The hardware changes, the languages change, open source projects come and go as interest waxes and wanes, companies grow and fold, and all of this happens within the timespan of our careers. Coding isn't like ranching where people can say, "my daddy did it this way, and his daddy before him, and his daddy before him." In coding, the last decade is for old folks. I started in the 80s. There was no VB, of course, because there was no V to B. I then wandered off until the mid-90s, at which point there was a VB, there was ANSI C, no ANSI C++, GUI OS were just starting to appear (unless you were a mac fan), and Java was just a drink. I went through PDA's, too. I even had one, and wrote a few programs for them. That tech lasted only a few years before being replaced by smartphones.

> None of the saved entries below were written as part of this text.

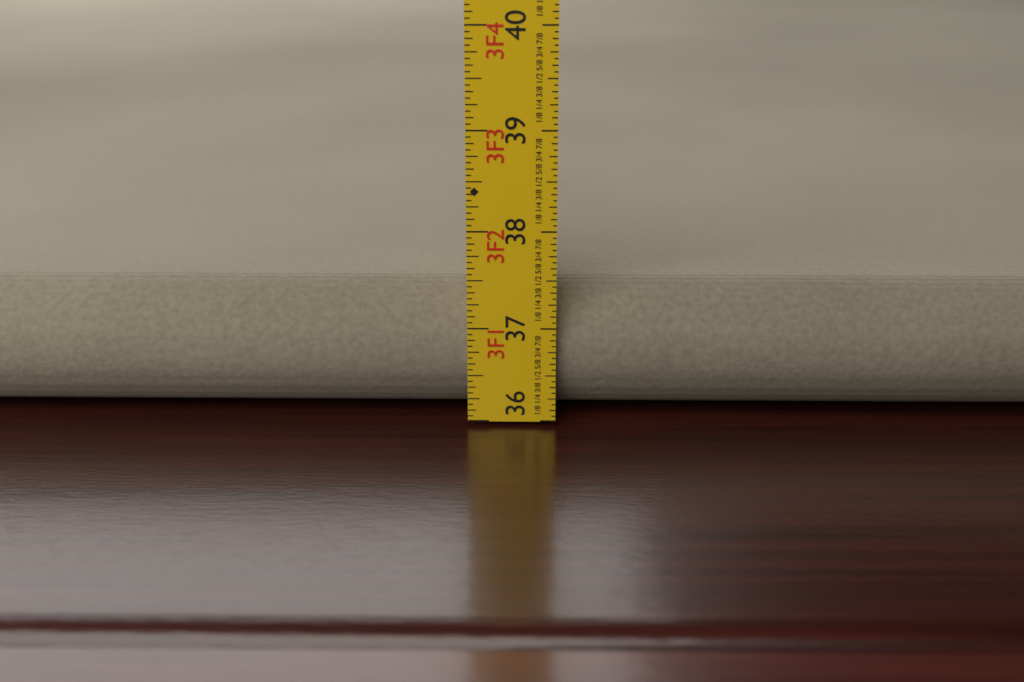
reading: 37.3750 in
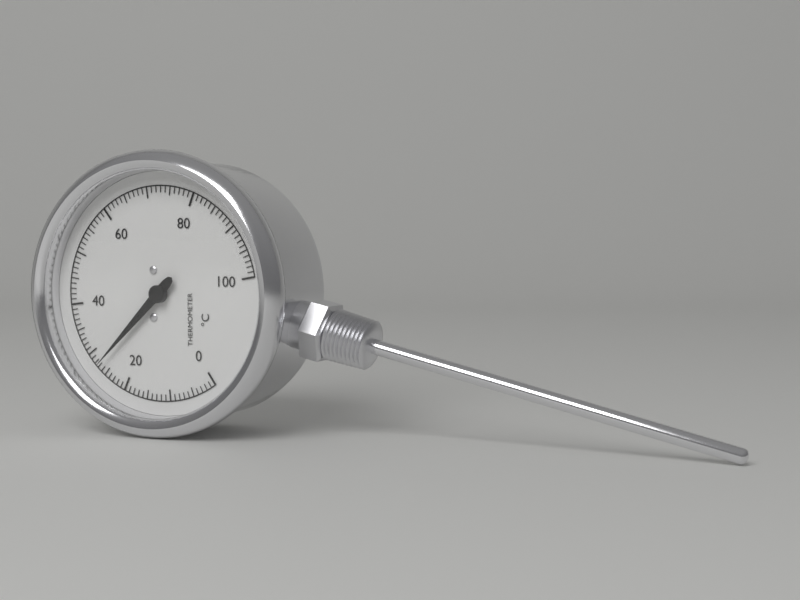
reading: 27 °C
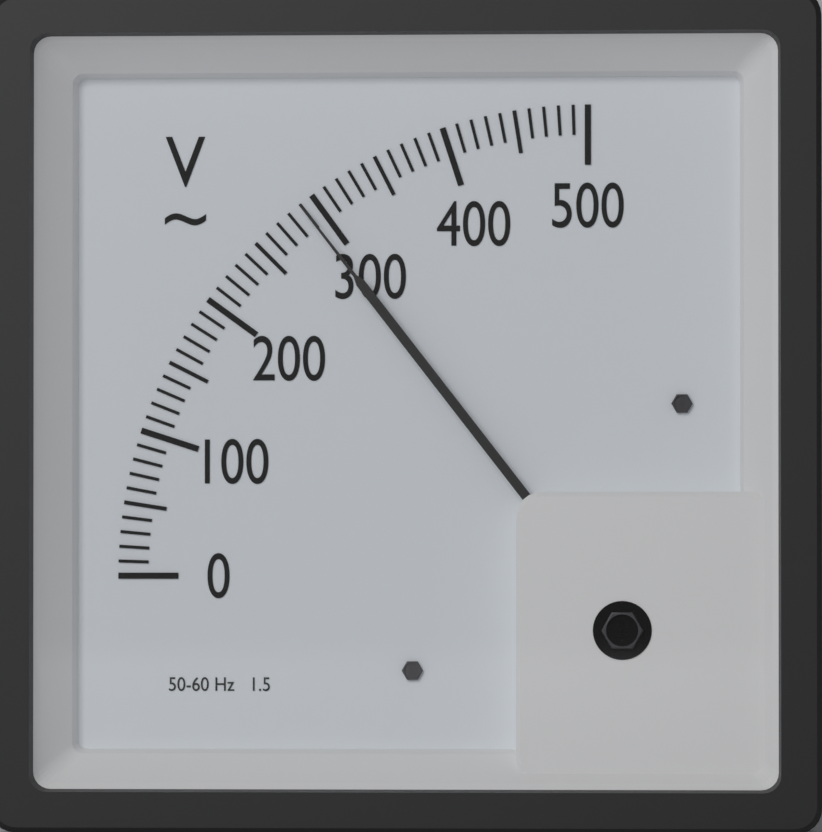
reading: 290 V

I wrote a tablet app before Apple came out with the iPad. The app would have worked a whole lot better had there been any tablets at that time. Now, tablets are becoming ubiquitous. Dilettante feels that the MS OS is going to be replaced by Android, but that's nothing new. It was going to be replaced by Linux before that, and Apple even earlier (not to mention OS/2, since nobody probably thought THAT was going to replace anything). Still, he could just as easily be right as wrong. The only thing certain is that what is the standard today is not going to be around tomorrow.
So, don't abandon MS because VB6 was discontinued. Instead, abandon the entire career, because it's probably moving too fast for your comfort. I know the technology will change. I know that the language I know now will not last until my retirement. I just don't know where to move to, and when will not even be my decision.